Chinese Eggplant with Yu Xiang Sauce
I've never been too keen on Chinese eggplant dishes where the thick, syrupy sauce fuses with the overly softened eggplant to create a kind of overall mushy experience that isn't quite for my personal palate. I tried to make this type of eggplant a couple times in my early days of recipe development to see if I could do anything more appetizing to me, but never got results I was all that happy with. Then, while researching ideas for a Chinese-influenced Meatwave, I came across a few recipes for eggplant with yu xiang sauce and the looks of that tangy and spicy Sichuan sauce seemed like something I could really get behind. So I took another stab at an eggplant-plus-sauce type of recipe, and this time I was left absolutely smitten.
Yu xiang directly translates to "fish fragrance," but there's no fish in the sauce and it's also not commonly used on seafood. So I'm not quite sure where the name came from, but did know the sauce typically has some pickled hot peppers in it, so took a cue from Kenji's recipe and made my own tangy and spicy peppers by soaking Thai chilies in hot vinegar. Once well infused, I whisked in Chinkiang vinegar, Shaoxing wine, sugar, soy sauce, and cornstarch.
Next I sautéed scallions, ginger, and garlic until fragrant and then added in Doubanjiang—a Sichuan chili broad bean paste. This is one of those ingredients that's pretty essential to have to get the right flavor, but once you pick it up, it'll last a long time and be on hand in the pantry, making more Sichuan recipes that much easier.
I then poured the vinegar and chili mixture in with the veggies and bean paste and brought to a boil. I was looking to thicken the sauce to a syrupy consistancy, which, thanks to the cornstarch, only took about a minute once the sauce really began bubbling.
While I haven't been a lover of a lot of Chinese eggplant dishes in the past, I don't dislike the medium as a whole. In fact, thinly sliced and grilled eggplant is a go-to of mine—the softened eggplant is perfect for stuffing and rolling closed to make a wide arrange of really tasty treats. The problem mostly comes when the eggplant is thicker or bigger, bringing more of that mushy consistancy that feels what I assume baby food must be like.
In an attempt to achieve both a soft interior and lightly crisp exterior, I decided to score the flesh. My hope was to create little crevasses that that sauce could later creep into, while leaving some of the charred surface in tact to add extra texture beyond the tender innards alone.
Then to get that balance of some crisp with the soft, I first roasted the eggplant over indirect heat until it was tender, but not super mushy—which took about ten minutes total to achieve.
Then I flipped the slices over and moved them to direct heat to get some nice browning and charring to the exposed flesh. Since a lot of moisture had already been expelled from the eggplant from the roasting stage, this happened in just a couple minutes, and by the looks of it, I had seemingly gotten what I set out to accomplish with the cooking.
I spooned on the sauce next and garnished with cilantro before serving. Even though I thought I would love this, I was still a little skeptical at first given past less-than-awesome experiences with similar dishes. I was totally sold though on the first bite. Yes the eggplant was a little soft and mushy, but it also had enough other texture to distract my focus from that. Also, that didn't matter much because that tender flesh melded with the insanely flavorful and delicious yu xiang—which was totally in my wheelhouse. First off, it was pretty spicy, and that's always a selling point for me, but there was also so much depth to it thanks in large part to the doubanjiang and layers of savory tanginess created by the vinegars, wine, and soy sauce. Each bite was just another excuse to get more of that sauce, and before I knew it, all the eggplant was gone and I was left wanting more. Now that's not something I've said of just about every other Chinese eggplant dish I've had in the past.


§ **About this exercise**: Go through the data below and copy it exactly, skipping every picture.

§ **Material for this task**:

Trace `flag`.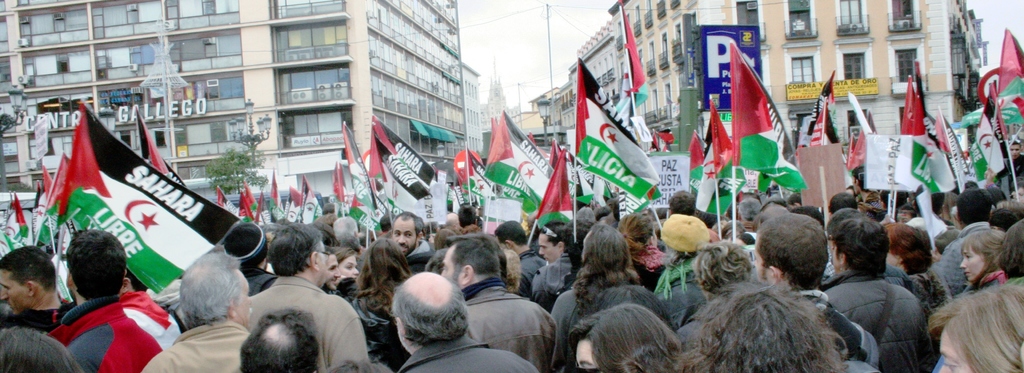
Traced to <region>851, 93, 873, 137</region>.
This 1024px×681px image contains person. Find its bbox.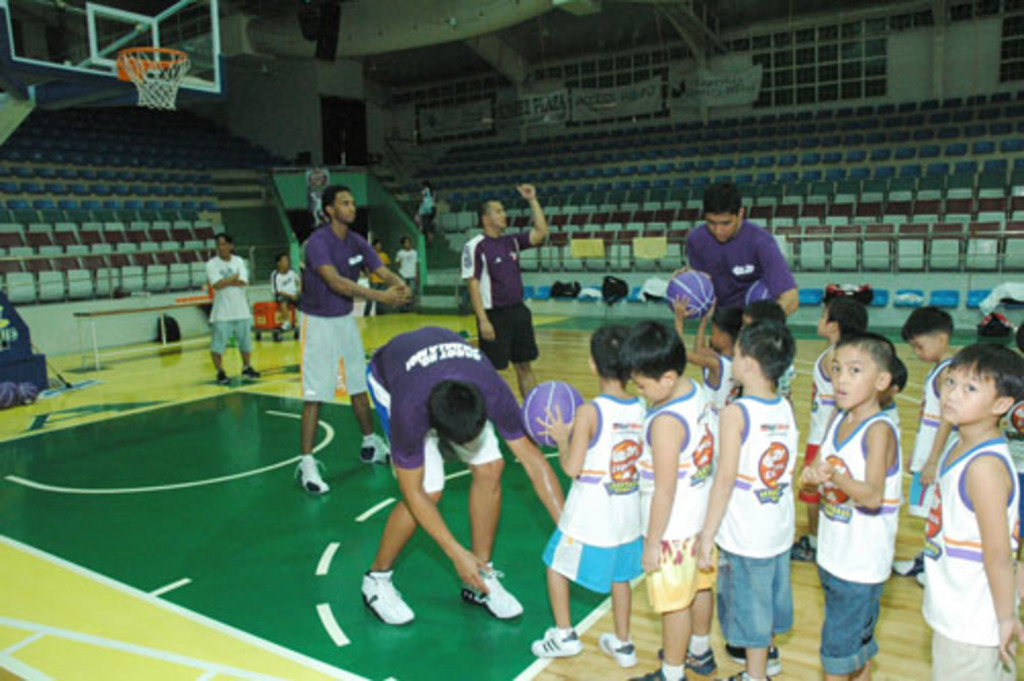
crop(360, 323, 576, 632).
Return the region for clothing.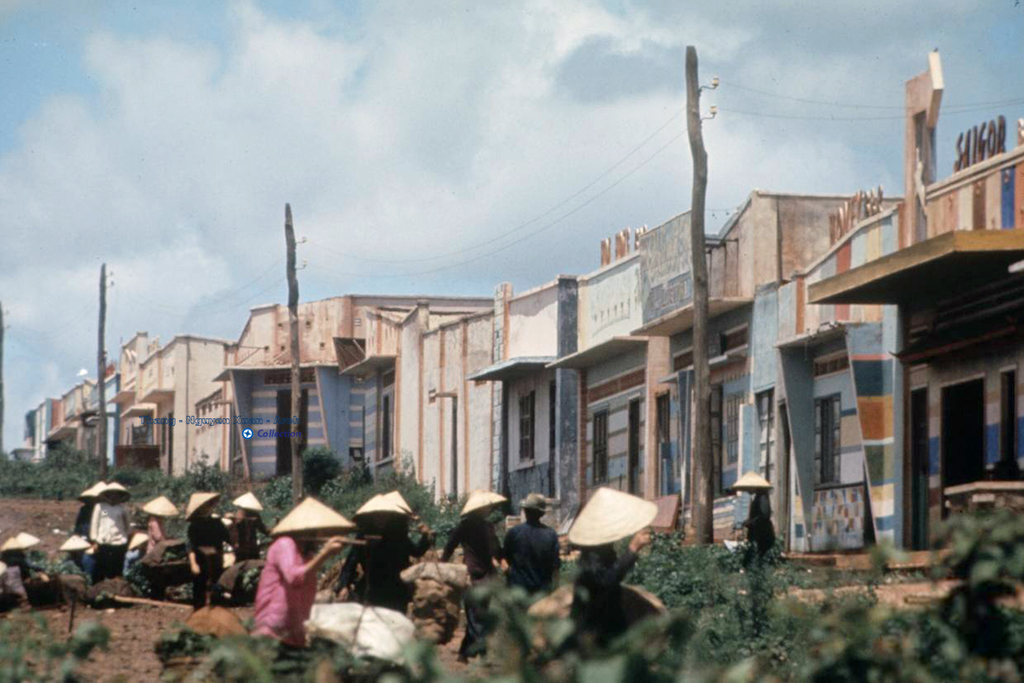
(x1=181, y1=516, x2=236, y2=590).
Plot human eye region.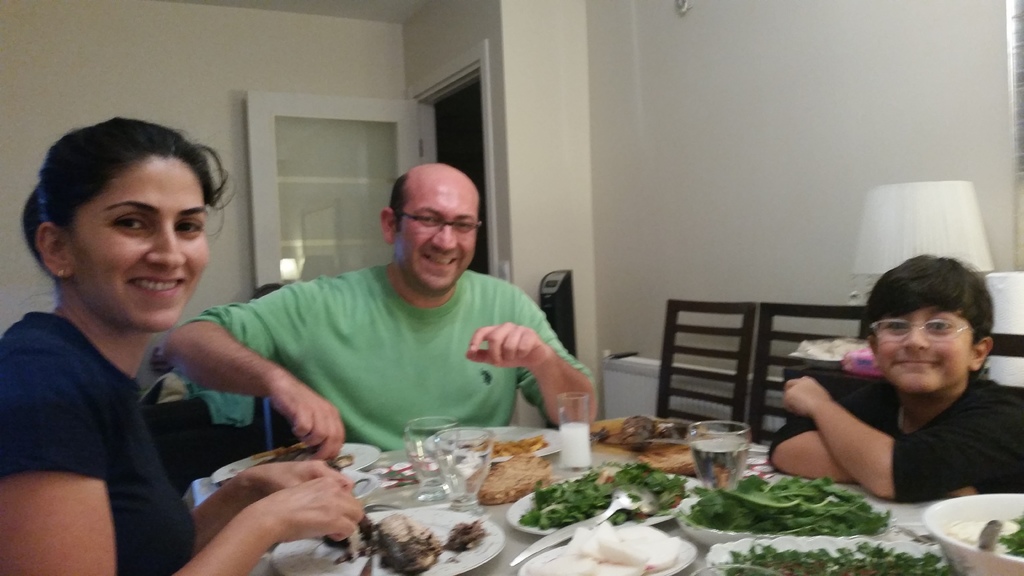
Plotted at 179,220,198,238.
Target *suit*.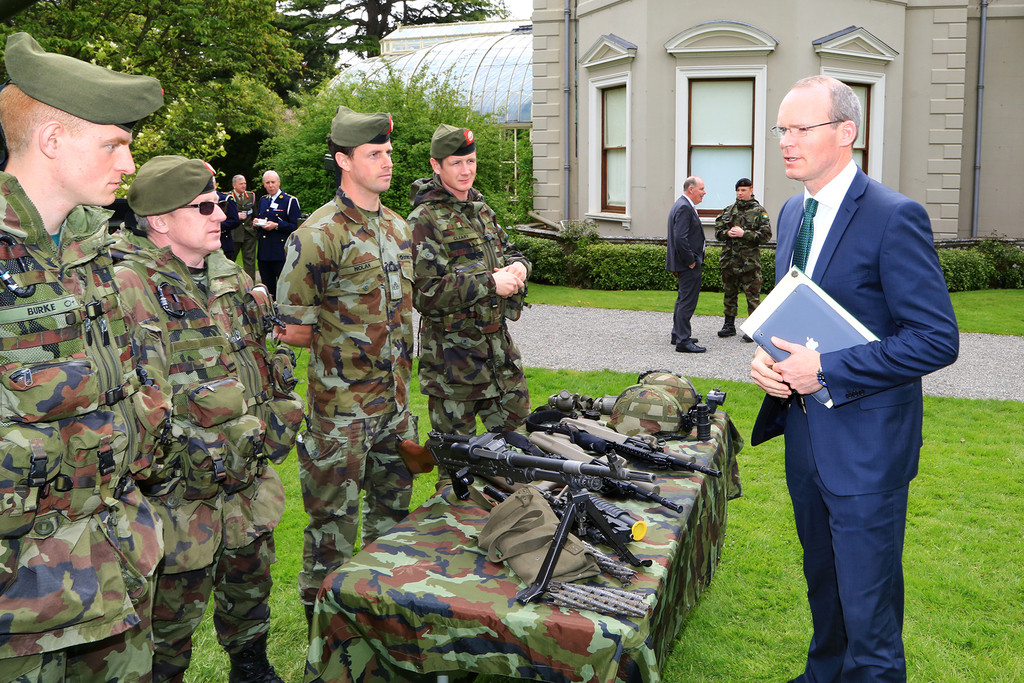
Target region: 252, 183, 297, 282.
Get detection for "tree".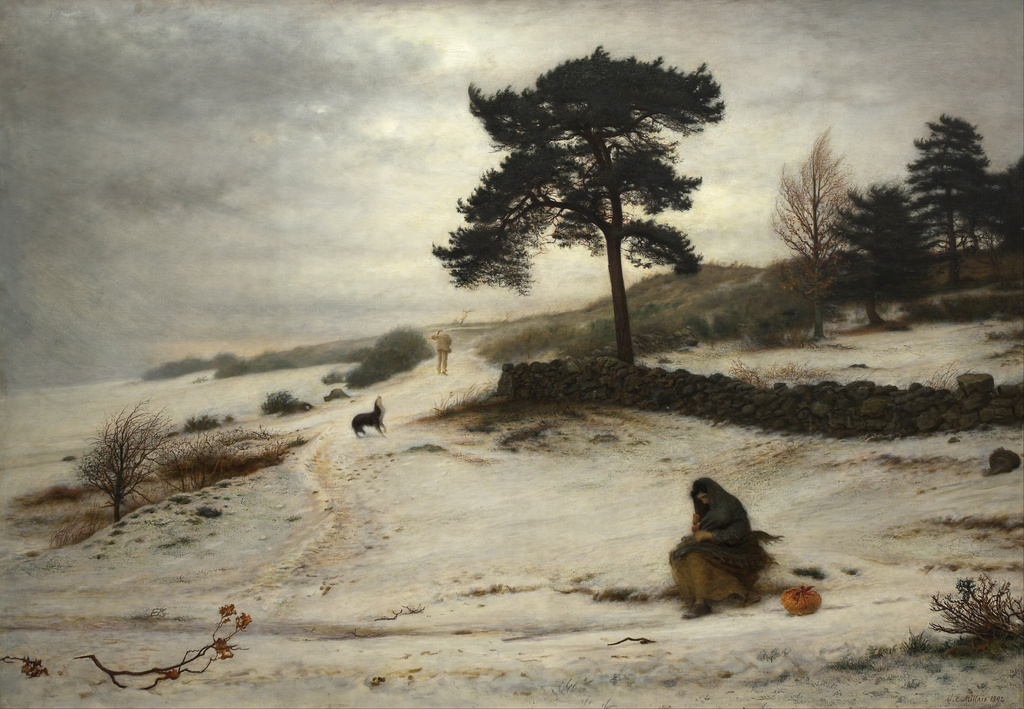
Detection: rect(769, 125, 880, 345).
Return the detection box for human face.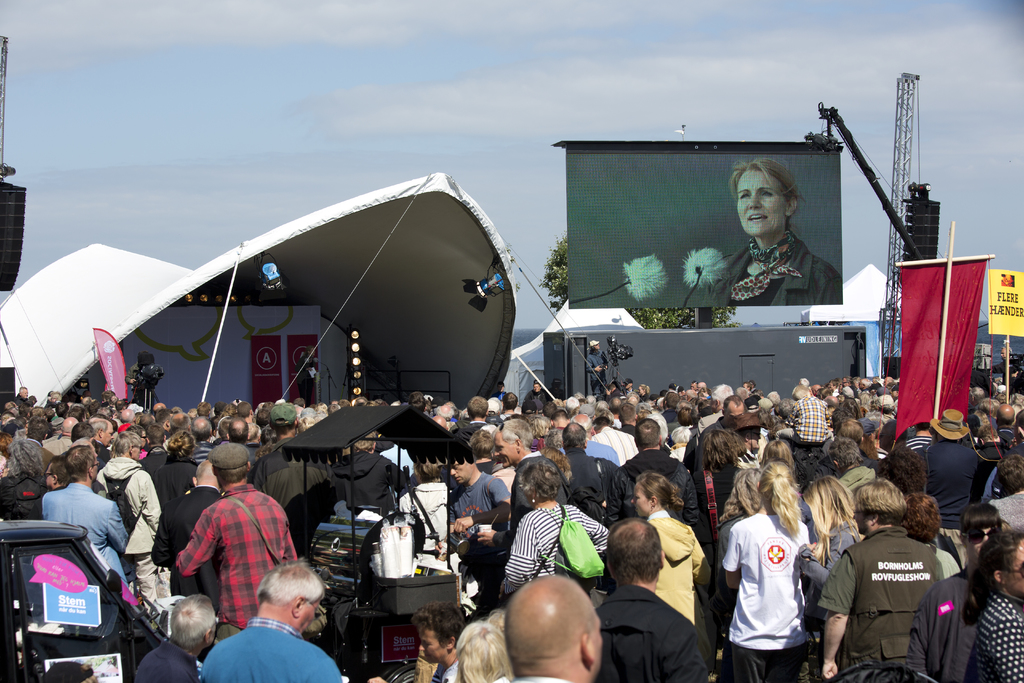
bbox=[738, 169, 783, 234].
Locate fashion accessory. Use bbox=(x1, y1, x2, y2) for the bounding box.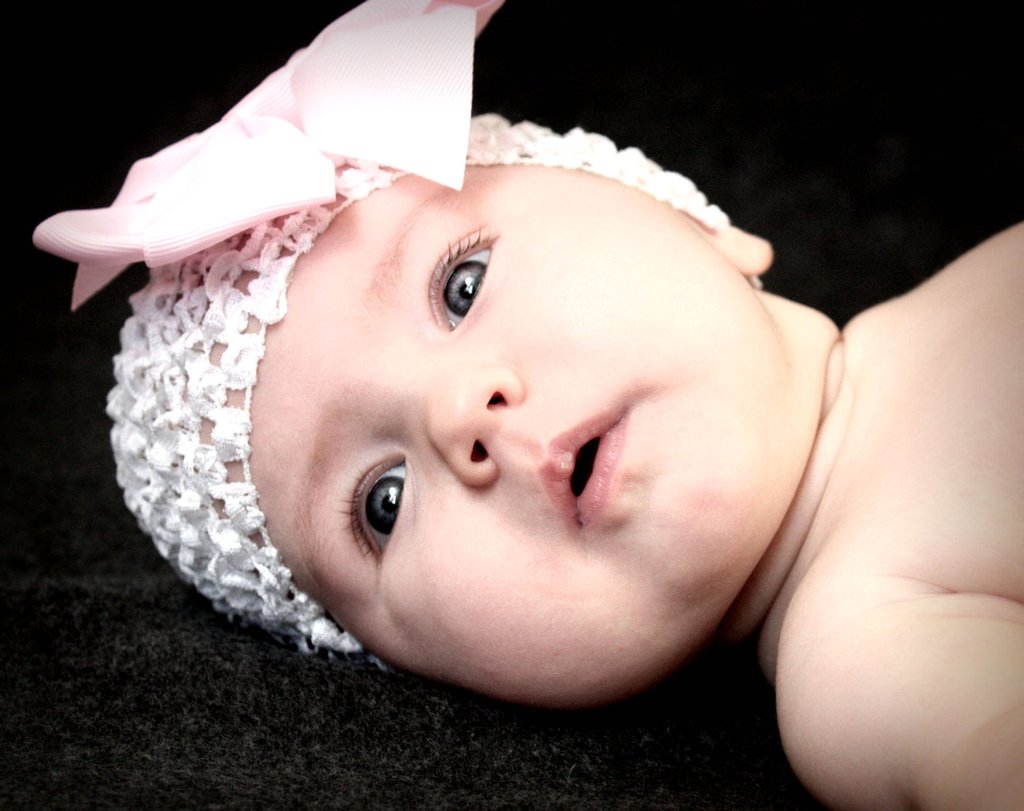
bbox=(34, 1, 729, 671).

§ **Answer section**:
Trace `flag`.
Traced to <region>851, 93, 873, 137</region>.
This 1024px×681px image contains person. Find its bbox.
crop(360, 323, 576, 632).
Return the region for clothing.
(x1=181, y1=516, x2=236, y2=590).
Plot human eye region.
Plotted at 179,220,198,238.
Target *suit*.
Target region: 252, 183, 297, 282.
Get detection for "tree".
Detection: rect(769, 125, 880, 345).
Return the detection box for human face.
bbox=[738, 169, 783, 234].
Locate fashion accessory. Use bbox=(x1, y1, x2, y2) for the bounding box.
bbox=(34, 1, 729, 671).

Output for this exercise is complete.